The origin is the word School is the Greek word for Leisure and play. So when you are at school, and you are not playing, then you are no longer at school. “Serious Playfulness” – as described in the book Artistic Ecologies (Pethick & Martinez 2022) is “essential for the transgressing hierarchies between teacher and students, hosts and guests” (Pethick & Martinez, 2022, p. 72). - Start from within
Our bodies are nature, they need time to digest, they need to sleep, they need nourishment. Our learning environments work against our natural rhythms. Artificial lights, temperatures and linear timekeeping. Communication can also be sensory. What does learning smell like. How does climate change affect our practice when we feel the climate on our skin? - Vary the pace
While we live within a linear / capitalist system that promotes exponential growth, the more-than-human world recognises rest, de-growth, self-sacrifice. When trees have enough food and water, they send nutrients underground to others. Unnoticed unconditional love. We believed through this work that we could apply this principle to education. “Right now it feels like we are constantly consuming information and have little to no time to digest it or reflect on it. Silence is important.” (Quote from research collaborator).
Data Poetry
From all our words combined above, I also experimented with some data poetry (Glesne, 1997). Selecting lines of text from our ‘dataset’, being careful to preserve the authenticity of the original voices, creating poetry that lets the emergent themes rise up. As a researcher I did not add anything new to the poem, this process was about helping me and my research collaborators see how our words and ideas interconnected and told a story collectively.




References
- Evernden, N. (1995). The social creation of nature. Baltimore: Johns Hopkins Univ. Press.

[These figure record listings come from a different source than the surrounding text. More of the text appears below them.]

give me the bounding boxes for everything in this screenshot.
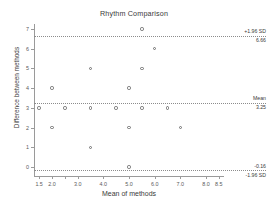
data-point xyxy=(50,126,53,129)
reference-label-mean-name: Mean xyxy=(253,95,266,101)
data-point xyxy=(153,47,156,50)
x-tick-label: 2.0 xyxy=(42,181,62,188)
x-tick-mark xyxy=(52,176,53,179)
x-tick-mark xyxy=(39,176,40,179)
x-tick-label: 7.0 xyxy=(170,181,190,188)
data-point xyxy=(89,146,92,149)
data-point xyxy=(127,86,130,89)
x-tick-label: 6.0 xyxy=(145,181,165,188)
x-tick-mark xyxy=(78,176,79,179)
x-tick-label: 5.0 xyxy=(119,181,139,188)
x-tick-label: 3.0 xyxy=(68,181,88,188)
chart-title: Rhythm Comparison xyxy=(0,9,268,18)
data-point xyxy=(179,126,182,129)
data-point xyxy=(37,106,40,109)
x-tick-mark xyxy=(103,176,104,179)
x-tick-mark xyxy=(65,176,66,179)
data-point xyxy=(63,106,66,109)
data-point xyxy=(166,106,169,109)
reference-label-mean-value: 3.25 xyxy=(256,104,266,110)
data-point xyxy=(127,126,130,129)
data-point xyxy=(50,86,53,89)
data-point xyxy=(127,165,130,168)
y-tick-label: 0 xyxy=(14,164,29,170)
bland-altman-chart: Rhythm Comparison 01234567 1.52.03.04.05… xyxy=(0,0,268,206)
x-tick-label: 8.5 xyxy=(209,181,229,188)
y-axis-title: Difference between methods xyxy=(13,23,20,153)
data-point xyxy=(89,67,92,70)
x-tick-mark xyxy=(129,176,130,179)
data-point xyxy=(140,106,143,109)
data-point xyxy=(114,106,117,109)
x-tick-label: 4.0 xyxy=(93,181,113,188)
reference-label-upper-loa-name: +1.96 SD xyxy=(244,28,266,34)
data-point xyxy=(140,27,143,30)
scatter-points-layer xyxy=(34,24,224,176)
x-tick-mark xyxy=(219,176,220,179)
reference-label-lower-loa-value: -0.16 xyxy=(254,163,266,169)
x-axis-title: Mean of methods xyxy=(34,190,224,197)
data-point xyxy=(140,67,143,70)
data-point xyxy=(89,106,92,109)
reference-label-upper-loa-value: 6.66 xyxy=(256,37,266,43)
x-tick-mark xyxy=(155,176,156,179)
reference-label-lower-loa-name: -1.96 SD xyxy=(246,172,266,178)
x-tick-mark xyxy=(180,176,181,179)
x-tick-mark xyxy=(206,176,207,179)
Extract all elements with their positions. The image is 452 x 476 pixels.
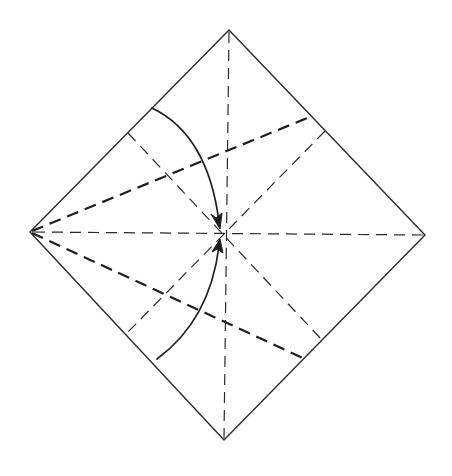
crease-horizontal-diagonal xyxy=(34,232,423,235)
crease-lower-bisector-fold xyxy=(32,233,305,359)
lower-fold-arrow xyxy=(157,246,219,359)
crease-upper-bisector-fold xyxy=(32,116,312,231)
crease-vertical-diagonal xyxy=(224,32,229,438)
upper-fold-arrow xyxy=(152,108,219,222)
origami-diagram xyxy=(0,0,452,476)
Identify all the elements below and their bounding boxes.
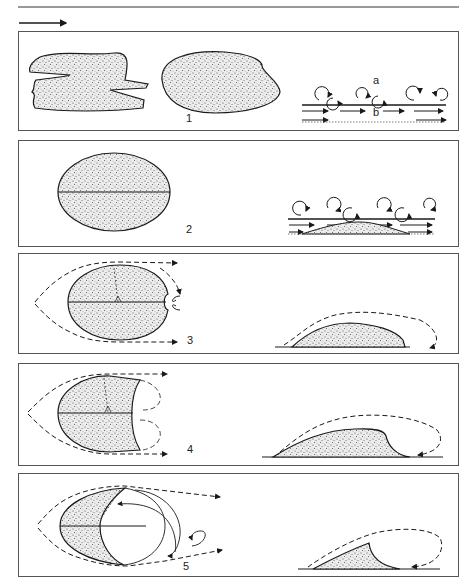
panel-2: 2 — [19, 141, 459, 247]
irregular-sand-body — [30, 53, 148, 111]
panel-3: 3 — [19, 254, 459, 354]
panel-label: 1 — [186, 112, 192, 124]
sand-deposit-diagram: 1 a b 2 — [0, 0, 473, 588]
vortices — [293, 197, 436, 221]
panel-5: 5 — [19, 474, 459, 577]
panel-label: 5 — [183, 560, 189, 572]
annotation-a: a — [373, 74, 380, 86]
oval-sand-body — [162, 52, 280, 113]
crescent-sand-body — [58, 376, 140, 452]
vortices — [315, 86, 448, 110]
sand-mound — [292, 323, 405, 347]
annotation-b: b — [373, 106, 379, 118]
panel-1: 1 a b — [19, 32, 459, 131]
sand-ripple — [302, 222, 410, 234]
panel-label: 4 — [187, 443, 193, 455]
sand-mound — [313, 543, 400, 569]
panel-label: 2 — [186, 223, 192, 235]
panel-label: 3 — [187, 334, 193, 346]
panel-4: 4 — [19, 364, 459, 466]
sand-mound — [273, 429, 410, 457]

- Gray, C., & Malins, J. (2007). Visualizing Research: A Guide to the Research Process in Art and Design. Taylor & Francis Group, Abingdon, Oxon. Available from: ProQuest Ebook Central. [14 November 2023].
- Glesne, C. (1997). That Rare Feeling: Re-presenting Research Through Poetic Transcription. Qualitative Inquiry, 3(2), pp.202–221. doi:https://doi.org/10.1177/107780049700300204.
- Jones, L. (2020). Losing Eden: Why Our Minds Need The Wild. Penguin.
- Lenette (2024). PAR (Video).mp4.
- LSE Higher Education. (2024). Turn data into poetry | LSE Higher Education. [online] Available at: https://blogs.lse.ac.uk/highereducation/2024/11/29/turn-data-into-poetry/ [Accessed 26 Jan. 2025].
- Ostendorf-Rodríguez, Y. (2023). Let’s Become Fungal! Valiz.
- Pethick, E., Martinez, P., and How, W. (2022). Artistic Ecologies. MIT Press.
- Yunkaporta, T. (2019). Sand Talk: How Indigenous Thinking Can Save the World. HarperCollins Publishers.